Political responsibility and the European Union
2026,2023
This book addresses the question of political legitimacy in the European Union from the much-neglected angle of political responsibility. It develops an original communitarian approach to legitimacy based on Alasdair MacIntyre's ethics of virtues and practices, that can be contrasted with prevalent liberal-egalitarian and neo-republican approaches. The book argues that a ‘responsibility deficit’, quite distinct from the often discussed ‘democratic deficit’, can be diagnosed in the EU. This is documented in chapters that provide in-depth analysis of accountability, transparency and the difficulties associated with identifying responsibility in European governance. Closing this gap requires going beyond institutional engineering. It calls for gradual convergence towards certain core social and political practices and for the flourishing of the virtues of political responsibility in Europe's nascent political community. Throughout the book, normative political theory is brought to bear on concrete dilemmas of institutional choice faced by the EU during the recent constitutional debates.
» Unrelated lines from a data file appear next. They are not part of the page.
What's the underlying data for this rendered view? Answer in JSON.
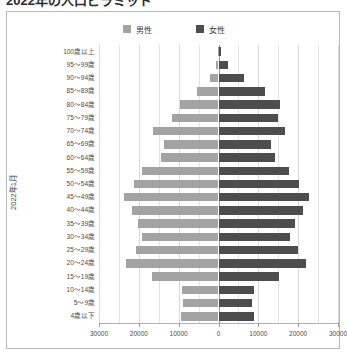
{
  "title": "2022年の人口ピラミッド",
  "colors": {
    "male": "#a3a3a3",
    "female": "#4d4d4d",
    "frame": "#b9b9b9",
    "grid": "#e2e2e2",
    "axis": "#b0b0b0",
    "text": "#4a4a4a",
    "background": "#ffffff"
  },
  "legend": {
    "position": "top-center",
    "entries": [
      {
        "label": "男性",
        "color": "#a3a3a3"
      },
      {
        "label": "女性",
        "color": "#4d4d4d"
      }
    ]
  },
  "axes": {
    "y_title": "2022年1月",
    "x_tick_labels": [
      "30000",
      "20000",
      "10000",
      "0",
      "10000",
      "20000",
      "30000"
    ],
    "x_tick_values": [
      -30000,
      -20000,
      -10000,
      0,
      10000,
      20000,
      30000
    ],
    "x_min": -30000,
    "x_max": 30000
  },
  "chart_data": {
    "type": "bar",
    "subtype": "population-pyramid",
    "title": "2022年の人口ピラミッド",
    "xlabel": "",
    "ylabel": "2022年1月",
    "xlim": [
      -30000,
      30000
    ],
    "grid": true,
    "legend_position": "top-center",
    "orientation": "horizontal",
    "categories": [
      "100歳以上",
      "95〜99歳",
      "90〜94歳",
      "85〜89歳",
      "80〜84歳",
      "75〜79歳",
      "70〜74歳",
      "65〜69歳",
      "60〜64歳",
      "55〜59歳",
      "50〜54歳",
      "45〜49歳",
      "40〜44歳",
      "35〜39歳",
      "30〜34歳",
      "25〜29歳",
      "20〜24歳",
      "15〜19歳",
      "10〜14歳",
      "5〜9歳",
      "4歳以下"
    ],
    "series": [
      {
        "name": "男性",
        "color": "#a3a3a3",
        "values": [
          200,
          600,
          2100,
          5400,
          9600,
          11700,
          16400,
          13800,
          14500,
          19200,
          21300,
          23600,
          21800,
          20200,
          19300,
          20800,
          23100,
          16600,
          9200,
          9000,
          9300
        ]
      },
      {
        "name": "女性",
        "color": "#4d4d4d",
        "values": [
          700,
          2400,
          6400,
          11600,
          15400,
          14900,
          16800,
          13300,
          14100,
          17800,
          20200,
          22700,
          21200,
          19100,
          17900,
          19900,
          21900,
          15300,
          8800,
          8500,
          8900
        ]
      }
    ]
  }
}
Carrots and Rainbows: Motivation and Social Practice in Open Source Software Development
by
Spaeth, Sebastian
,
Wallin, Martin W.
,
von Krogh, Georg
in
Communities
,
Computer software
,
Economic motivation
2012
Open source software (OSS) is a social and economic phenomenon that raises fundamental questions about the motivations of contributors to information systems development. Some developers are unpaid volunteers who seek to solve their own technical problems, while others create OSS as part of their employment contract. For the past 10 years, a substantial amount of academic work has theorized about and empirically examined developer motivations. We review this work and suggest considering motivation in terms of the values of the social practice in which developers participate. Based on the social philosophy of Alasdair Maclntyre, we construct a theoretical framework that expands our assumptions about individual motivation to include the idea of a long-term, value-informed quest beyond short-term rewards. This motivation-practice framework depicts how the social practice and its supporting institutions mediate between individual motivation and outcome. The framework contains three theoretical conjectures that seek to explain how collectively elaborated standards of excellence prompt developers to produce high-quality software, change institutions, and sustain OSS development. From the framework, we derive six concrete propositions and suggest a new research agenda on motivation in OSS.